Heatherwick talks about his work in a thoughtful, detailed way, yet always with a necessary touch of distance and irreverence – he can be understood by those not attuned to design’s elitist jargon. He drops the dogma of ‘architecture’ or ‘design’ and concentrates on human experience. And it’s this rationality paired with a desire to elicit positive human reaction that results in aesthetically balanced work: familiar enough, yet also a surprise.
From past to present, Heatherwick has pushed this approach. In 1997, a sinuous, 200-metre wood-veneered ribbon wove its way in and out of the window of Harvey Nichols department store in Knightsbridge during Fashion Week. Today his eight-storey, concrete-façade teaching building for the Nanyang Technological University in Singapore, completed in 2015, emerges from the ground as if a bunch of parsnips is being pulled from the earth. Neither reinvents the wheel, but both similarly give you the impression that what you’re seeing is a fresh idea.
At King’s Cross, his work will provide one of the more expressive examples of new architecture in the neighbourhood – the adaptation of two 19th-century warehouse buildings off Granary Square into a collection of shops, restaurants, bars and event spaces. At Coal Drops Yard, set to open in late 2018, the two buildings will be stitched together by a new roof structure that sees their traditional gabled roofs curve up to meet at a centre point. Where they come together, a new, covered public space will be created, a centre of activity that will spill over into the shops.
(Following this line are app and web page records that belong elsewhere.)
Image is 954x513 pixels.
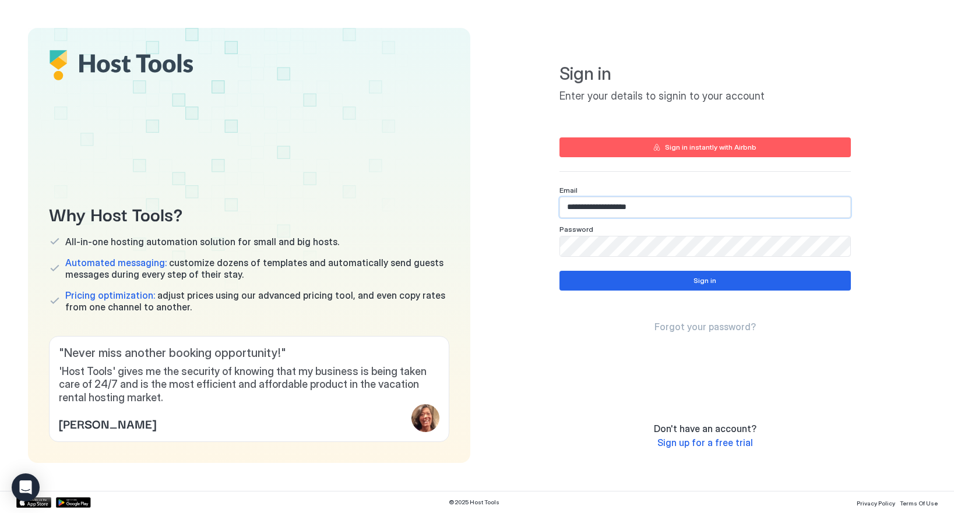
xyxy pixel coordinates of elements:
span: [PERSON_NAME] [59,415,156,432]
input: Input Field [560,198,850,217]
span: Privacy Policy [857,500,895,507]
span: Terms Of Use [900,500,938,507]
a: Privacy Policy [857,497,895,509]
button: Sign in [560,271,851,291]
a: App Store [16,498,51,508]
a: Google Play Store [56,498,91,508]
div: Open Intercom Messenger [12,474,40,502]
div: Sign in [694,276,716,286]
span: 'Host Tools' gives me the security of knowing that my business is being taken care of 24/7 and is... [59,365,439,405]
input: Input Field [560,237,850,256]
a: Forgot your password? [654,321,756,333]
span: Don't have an account? [654,423,756,435]
span: Automated messaging: [65,257,167,269]
span: Email [560,186,578,195]
button: Sign in instantly with Airbnb [560,138,851,157]
div: profile [411,404,439,432]
span: Sign in [560,63,851,85]
span: customize dozens of templates and automatically send guests messages during every step of their s... [65,257,449,280]
span: Password [560,225,593,234]
span: All-in-one hosting automation solution for small and big hosts. [65,236,339,248]
span: Enter your details to signin to your account [560,90,851,103]
span: Pricing optimization: [65,290,155,301]
span: " Never miss another booking opportunity! " [59,346,439,361]
div: Sign in instantly with Airbnb [665,142,756,153]
span: © 2025 Host Tools [449,499,499,506]
span: adjust prices using our advanced pricing tool, and even copy rates from one channel to another. [65,290,449,313]
span: Why Host Tools? [49,200,449,227]
a: Sign up for a free trial [657,437,753,449]
a: Terms Of Use [900,497,938,509]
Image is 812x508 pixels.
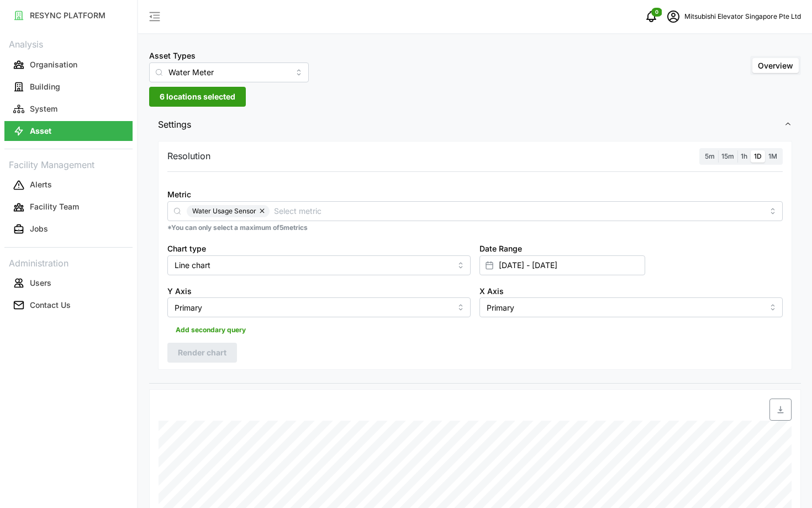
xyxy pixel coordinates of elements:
button: RESYNC PLATFORM [5,6,133,25]
span: 0 [655,8,659,16]
div: Settings [149,138,801,384]
a: Building [5,76,133,98]
button: schedule [663,6,685,28]
button: Facility Team [5,197,133,217]
label: X Axis [480,285,504,297]
p: Asset [30,126,52,137]
p: Jobs [30,223,48,235]
input: Select metric [274,204,764,217]
p: Contact Us [30,300,71,311]
button: Organisation [5,55,133,75]
span: 6 locations selected [160,87,235,107]
a: Contact Us [5,294,133,316]
a: Asset [5,120,133,142]
button: Building [5,77,133,97]
p: System [30,103,57,114]
button: System [5,99,133,119]
input: Select X axis [480,297,783,317]
button: 6 locations selected [149,87,246,107]
label: Date Range [480,242,522,255]
button: Add secondary query [168,322,254,339]
input: Select date range [480,255,645,275]
input: Select chart type [168,255,470,275]
a: Facility Team [5,196,133,219]
span: 1M [768,152,777,161]
span: Overview [758,60,794,70]
button: Users [5,273,133,293]
label: Y Axis [168,285,191,297]
label: Asset Types [149,50,195,62]
a: Organisation [5,53,133,76]
p: Analysis [5,36,133,52]
label: Metric [168,188,191,200]
a: Users [5,272,133,294]
p: Mitsubishi Elevator Singapore Pte Ltd [685,12,801,22]
p: Administration [5,254,133,270]
span: 5m [705,152,715,161]
span: 15m [721,152,734,161]
label: Chart type [168,242,206,255]
span: Water Usage Sensor [192,205,257,217]
button: notifications [640,6,663,28]
p: Building [30,81,60,92]
p: Facility Team [30,201,79,212]
span: 1D [754,152,762,161]
button: Contact Us [5,295,133,315]
p: Organisation [30,59,77,70]
span: Settings [158,111,784,138]
input: Select Y axis [168,297,470,317]
span: Add secondary query [176,322,246,338]
a: System [5,98,133,120]
button: Jobs [5,219,133,239]
a: Jobs [5,219,133,240]
span: 1h [741,152,748,161]
p: Alerts [30,179,52,190]
p: Users [30,277,52,289]
p: *You can only select a maximum of 5 metrics [168,223,783,233]
span: Render chart [178,343,226,362]
button: Settings [149,111,801,138]
p: Resolution [168,149,211,163]
p: Facility Management [5,156,133,172]
a: RESYNC PLATFORM [5,5,133,26]
a: Alerts [5,174,133,196]
p: RESYNC PLATFORM [30,10,106,21]
button: Asset [5,121,133,141]
button: Alerts [5,175,133,195]
button: Render chart [168,343,237,363]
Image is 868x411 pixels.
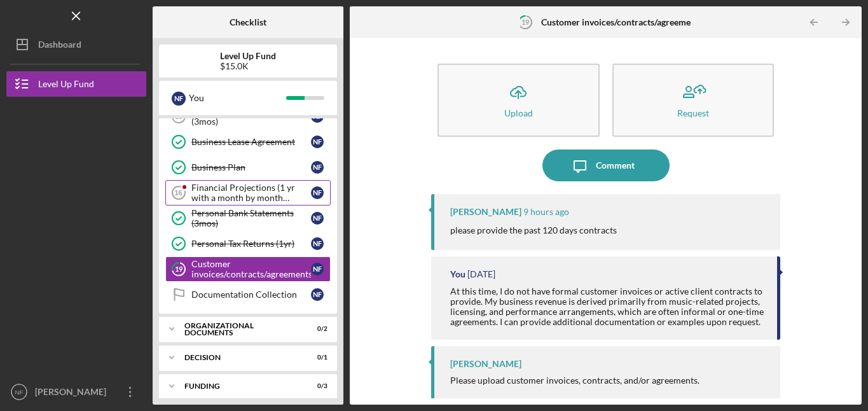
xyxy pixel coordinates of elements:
[38,32,81,60] div: Dashboard
[596,149,635,181] div: Comment
[184,321,296,336] div: Organizational Documents
[542,149,669,181] button: Comment
[191,162,311,172] div: Business Plan
[220,61,276,71] div: $15.0K
[171,92,186,105] div: N F
[166,205,331,231] a: Personal Bank Statements (3mos)NF
[189,87,286,109] div: You
[450,269,465,279] div: You
[38,71,94,100] div: Level Up Fund
[166,180,331,205] a: 16Financial Projections (1 yr with a month by month breakdown)NF
[166,129,331,155] a: Business Lease AgreementNF
[191,289,311,299] div: Documentation Collection
[311,135,323,148] div: N F
[305,382,328,390] div: 0 / 3
[16,388,24,395] text: NF
[311,288,323,300] div: N F
[305,353,328,361] div: 0 / 1
[220,51,276,61] b: Level Up Fund
[613,63,775,136] button: Request
[311,161,323,174] div: N F
[6,32,146,57] button: Dashboard
[230,17,266,27] b: Checklist
[311,263,323,276] div: N F
[166,282,331,307] a: Documentation CollectionNF
[438,63,600,136] button: Upload
[541,17,702,27] b: Customer invoices/contracts/agreements
[311,186,323,199] div: N F
[175,265,183,274] tspan: 19
[191,208,311,228] div: Personal Bank Statements (3mos)
[184,382,296,390] div: Funding
[6,71,146,97] button: Level Up Fund
[166,231,331,256] a: Personal Tax Returns (1yr)NF
[32,379,114,407] div: [PERSON_NAME]
[450,286,765,327] div: At this time, I do not have formal customer invoices or active client contracts to provide. My bu...
[524,207,570,217] time: 2025-08-13 22:11
[174,189,182,197] tspan: 16
[505,108,533,117] div: Upload
[450,207,521,217] div: [PERSON_NAME]
[175,113,182,121] tspan: 13
[305,325,328,332] div: 0 / 2
[184,353,296,361] div: Decision
[311,211,323,224] div: N F
[521,17,529,26] tspan: 19
[678,108,709,117] div: Request
[450,223,617,237] p: please provide the past 120 days contracts
[450,359,521,369] div: [PERSON_NAME]
[166,256,331,282] a: 19Customer invoices/contracts/agreementsNF
[191,182,311,203] div: Financial Projections (1 yr with a month by month breakdown)
[191,238,311,249] div: Personal Tax Returns (1yr)
[311,237,323,250] div: N F
[166,155,331,180] a: Business PlanNF
[467,269,495,279] time: 2025-08-11 18:28
[191,136,311,146] div: Business Lease Agreement
[6,379,146,405] button: NF[PERSON_NAME]
[191,259,311,279] div: Customer invoices/contracts/agreements
[450,375,700,385] div: Please upload customer invoices, contracts, and/or agreements.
Heatherwick, going strong since the start of the millennium when he was only in his early 30s, is that rare combination of mainstream and anarchist – pushing us, but never really freaking us out. And, much as the UK has seen extreme global success in architecture and design (with the likes of Zaha Hadid, David Chipperfield or Jasper Morrison), Heatherwick – a junior to many of them – is a benchmark in the industry.